Content-Type: text/plain; charset=US-ASCII.

kmself@IX.NETCOM.COM writes:

> > >In UNIX: > > > > > >sas -editcmd /usr/bin/vi > > >sas -editcmd /usr/local/bin/emacs > > > > > >Or the inverse - launch SAS from emacs [ESS]: > > > > I've tried the above UNIX command, but it doesn't seem to work. Even if it > > did, wouldn't you still need the SAS program editor to submit the job? Seems > > simpler to just run vi or emacs from UNIX and submit batch jobs to SAS.

It often is. But for program development or debugging, this works great.

> You need to use a different version of the editcmd invocation for vi in > an X Windows environment, unless you're using an X-aware vi clone such > as vim.

If you launch sas from a terminal with the above syntax then that terminal becomes the edit window.
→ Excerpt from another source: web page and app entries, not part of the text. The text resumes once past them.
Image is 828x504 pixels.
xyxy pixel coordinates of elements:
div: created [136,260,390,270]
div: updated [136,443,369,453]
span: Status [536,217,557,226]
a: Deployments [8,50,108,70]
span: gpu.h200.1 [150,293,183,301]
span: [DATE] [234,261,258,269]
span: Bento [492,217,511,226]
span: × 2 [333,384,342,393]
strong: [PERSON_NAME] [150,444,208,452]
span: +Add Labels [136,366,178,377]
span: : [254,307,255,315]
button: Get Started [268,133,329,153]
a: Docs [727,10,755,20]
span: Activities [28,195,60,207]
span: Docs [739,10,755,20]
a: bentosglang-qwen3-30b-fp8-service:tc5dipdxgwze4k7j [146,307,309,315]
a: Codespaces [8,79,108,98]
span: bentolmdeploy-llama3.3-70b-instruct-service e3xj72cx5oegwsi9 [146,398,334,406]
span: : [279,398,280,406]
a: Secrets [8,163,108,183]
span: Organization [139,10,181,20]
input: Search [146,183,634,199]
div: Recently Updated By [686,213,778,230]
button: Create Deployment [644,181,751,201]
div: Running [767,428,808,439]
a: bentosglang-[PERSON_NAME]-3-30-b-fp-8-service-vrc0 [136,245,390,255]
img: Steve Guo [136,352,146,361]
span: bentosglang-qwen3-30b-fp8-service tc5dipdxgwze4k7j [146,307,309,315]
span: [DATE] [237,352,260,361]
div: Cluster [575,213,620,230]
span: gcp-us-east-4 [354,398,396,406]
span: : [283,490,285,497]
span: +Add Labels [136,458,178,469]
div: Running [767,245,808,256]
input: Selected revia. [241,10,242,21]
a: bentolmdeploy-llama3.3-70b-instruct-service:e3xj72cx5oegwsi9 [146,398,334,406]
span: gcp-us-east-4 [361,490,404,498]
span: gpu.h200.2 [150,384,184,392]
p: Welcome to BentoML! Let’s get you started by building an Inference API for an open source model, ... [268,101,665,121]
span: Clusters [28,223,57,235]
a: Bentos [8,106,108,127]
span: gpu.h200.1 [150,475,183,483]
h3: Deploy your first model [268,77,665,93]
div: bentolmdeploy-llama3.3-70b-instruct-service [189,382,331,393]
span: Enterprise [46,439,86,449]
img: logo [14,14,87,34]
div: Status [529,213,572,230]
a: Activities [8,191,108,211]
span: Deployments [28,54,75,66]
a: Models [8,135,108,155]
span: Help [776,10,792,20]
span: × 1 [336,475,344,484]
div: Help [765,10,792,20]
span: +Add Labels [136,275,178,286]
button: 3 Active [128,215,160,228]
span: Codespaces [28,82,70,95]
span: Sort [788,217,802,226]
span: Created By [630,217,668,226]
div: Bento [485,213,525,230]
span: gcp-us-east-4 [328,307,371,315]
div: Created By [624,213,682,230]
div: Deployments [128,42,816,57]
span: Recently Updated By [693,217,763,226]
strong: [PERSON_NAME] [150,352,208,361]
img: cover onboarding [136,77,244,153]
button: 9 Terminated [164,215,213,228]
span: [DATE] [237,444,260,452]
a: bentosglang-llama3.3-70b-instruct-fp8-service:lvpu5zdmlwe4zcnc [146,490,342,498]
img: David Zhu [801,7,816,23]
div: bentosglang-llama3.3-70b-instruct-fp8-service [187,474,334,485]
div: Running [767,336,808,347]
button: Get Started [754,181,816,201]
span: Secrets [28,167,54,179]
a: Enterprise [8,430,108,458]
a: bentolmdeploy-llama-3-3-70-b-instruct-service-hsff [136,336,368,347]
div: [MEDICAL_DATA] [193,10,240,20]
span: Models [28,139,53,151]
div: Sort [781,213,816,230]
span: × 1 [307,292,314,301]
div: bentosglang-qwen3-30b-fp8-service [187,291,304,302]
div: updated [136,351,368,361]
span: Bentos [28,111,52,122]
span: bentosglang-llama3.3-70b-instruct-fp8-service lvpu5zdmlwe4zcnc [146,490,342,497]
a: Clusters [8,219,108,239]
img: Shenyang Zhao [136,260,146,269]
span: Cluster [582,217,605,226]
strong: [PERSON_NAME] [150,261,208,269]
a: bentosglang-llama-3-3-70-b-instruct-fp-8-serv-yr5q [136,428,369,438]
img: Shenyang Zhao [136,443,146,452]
Contents of the program editor are written to a temporary edit buffer [Invoked with the syntax hostedit or hed]...when edits are saved the program editor is updated. This can be done in or out of X. For a non-X session:

sas -fsdevice ascii -editcmd vi sas -fsdevicd ascii -editcmd emacs sas -fsdevice ascii -editcmd 'xemacs -nw'

This works in Version 8 despite claims to the contrary.

> The full editcmd is specified in the SAS companion for the Unix > environment, and requires invoking a terminal from which to run the > editor in. Something like: > > sas -editcmd <terminal> -e /usr/bin/vi

The reason for doing this is to retain a familiar editing environment. SAS programs are not the only thing I edit. In my case, emacs provides a consistent environment for programming, email, usenet, writing docs etc. The SAS Editor works but only for SAS. I don't need that.